Consumer culture

The Vision Engine

Blurred images, glowing like a foggy moon and reminiscent of early television broadcasts, are rhythmically set to a relentless, pulsing soundtrack.

This title is also available on Anthony Discenza Videoworks: Volume 1.

Vera

Vera is an assisted self-portrait of consumption. The subject is a woman whose passions and compulsions are of spending and loss, taste and subjectivity.

Utopia

Playing off the notion of “interactivity”, Utopia poses itself as a video game plugged into the social consciousness of contemporary California. The viewer/player seemingly makes choices from the menu offering utopian or dystopian realities; however, the score is always the same: the winner loses, and vice-versa. Features Rachel Rosenthal as the host of a macabre interactive game that pushes the boundaries of performance and interactive media.

Possibly in Michigan

 Possibly In Michigan is an operatic fairytale about cannibalism in Middle America. A masked man stalks a woman through a shopping mall and follows her home. In the end, their roles are reversed when the heroine deposits a mysterious Hefty bag at the curb. Like Condit's other video narratives, Possibly In Michigan shows bizarre events disrupting mundane lives. Combining the commonplace with the macabre, humor with the absurd, she constructs a world of divided reality.

A Perfect Pair

A Perfect Pair posits the idea that individual consumers are walking billboards for the products they use; product slogans and brand names peeking out from every crevice and cranny of the actors’ bodies. Export demonstrates how the body of the consumer, especially that of the female consumer, is co-opted by commercialism. In tongue-in-cheek fashion, A Perfect Pair celebrates the modern-day co-mingling of fetish objects, as a body builder seduces a prostitute at a bar saying, “Your eyes are the most beautiful blue ad-space. Your cheek could promote a Mercedes.

A la Manera de W. Disney

Colorful lines follow the gestures of a conductor leading the orchestra until he disappears just at the point of crescendo. As the music slows, he starts to reappear. A sketch as a tribute to Walt Disney. 

This title is also available on Ximena Cuevas: El Mundo del Silencio (The Silent World).

#FFFFFF

The third in a series of interactive CD-ROMs, #FFFFFF is a collage/essay, in several parts, about the reception aesthetics of pixels, and some other things.  Included is a photo essay on the male body as used in advertising, an instructional guide on how to gain success as an artist, computer karaoke, and a video interview with DJ Spooky.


- [Problem to solve]
Your answer must be a word-for-word copy of the listing, with all pictures excluded.

※ ※ ※

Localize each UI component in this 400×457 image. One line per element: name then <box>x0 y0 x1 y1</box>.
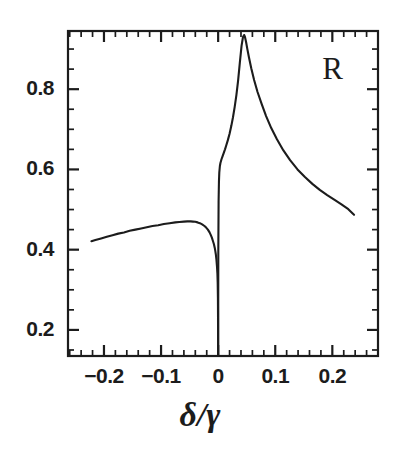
x-tick-label: 0.2 <box>292 364 372 388</box>
y-tick-label: 0.6 <box>0 156 54 180</box>
data-series <box>91 35 354 356</box>
curve-label-R: R <box>322 51 343 87</box>
y-tick-label: 0.2 <box>0 317 54 341</box>
series-line-0 <box>91 221 218 356</box>
chart-figure: 0.8 0.6 0.4 0.2 −0.2 −0.1 0 0.1 0.2 δ/γ … <box>0 0 400 457</box>
y-tick-label: 0.8 <box>0 76 54 100</box>
x-axis-title: δ/γ <box>0 396 400 434</box>
y-tick-label: 0.4 <box>0 237 54 261</box>
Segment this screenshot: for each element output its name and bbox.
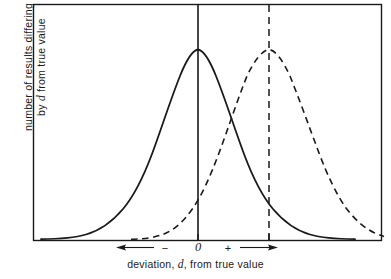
negative-direction-arrow [116, 244, 154, 250]
x-axis-label-suffix: , from true value [184, 258, 264, 270]
chart-canvas [0, 0, 391, 279]
biased-distribution-curve [131, 50, 384, 240]
x-axis-label-prefix: deviation, [127, 258, 178, 270]
axis-mark-negative: − [157, 241, 173, 255]
axis-mark-positive: + [220, 241, 236, 255]
figure-container: number of results differing by d from tr… [0, 0, 391, 279]
positive-direction-arrow [240, 244, 278, 250]
axis-mark-zero: 0 [190, 240, 206, 254]
x-axis-label: deviation, d, from true value [0, 258, 391, 270]
plot-frame [34, 5, 382, 241]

※ ※ ※

- [Task response]
Localize each UI component in this 400×457 image. One line per element: name then <box>x0 y0 x1 y1</box>.
x-tick-label: 0.2 <box>292 364 372 388</box>
y-tick-label: 0.6 <box>0 156 54 180</box>
data-series <box>91 35 354 356</box>
curve-label-R: R <box>322 51 343 87</box>
y-tick-label: 0.2 <box>0 317 54 341</box>
series-line-0 <box>91 221 218 356</box>
chart-figure: 0.8 0.6 0.4 0.2 −0.2 −0.1 0 0.1 0.2 δ/γ … <box>0 0 400 457</box>
y-tick-label: 0.8 <box>0 76 54 100</box>
x-axis-title: δ/γ <box>0 396 400 434</box>
y-tick-label: 0.4 <box>0 237 54 261</box>
Segment this screenshot: for each element output its name and bbox.
negative-direction-arrow [116, 244, 154, 250]
x-axis-label-suffix: , from true value [184, 258, 264, 270]
chart-canvas [0, 0, 391, 279]
biased-distribution-curve [131, 50, 384, 240]
x-axis-label-prefix: deviation, [127, 258, 178, 270]
axis-mark-negative: − [157, 241, 173, 255]
axis-mark-positive: + [220, 241, 236, 255]
figure-container: number of results differing by d from tr… [0, 0, 391, 279]
positive-direction-arrow [240, 244, 278, 250]
axis-mark-zero: 0 [190, 240, 206, 254]
x-axis-label: deviation, d, from true value [0, 258, 391, 270]
plot-frame [34, 5, 382, 241]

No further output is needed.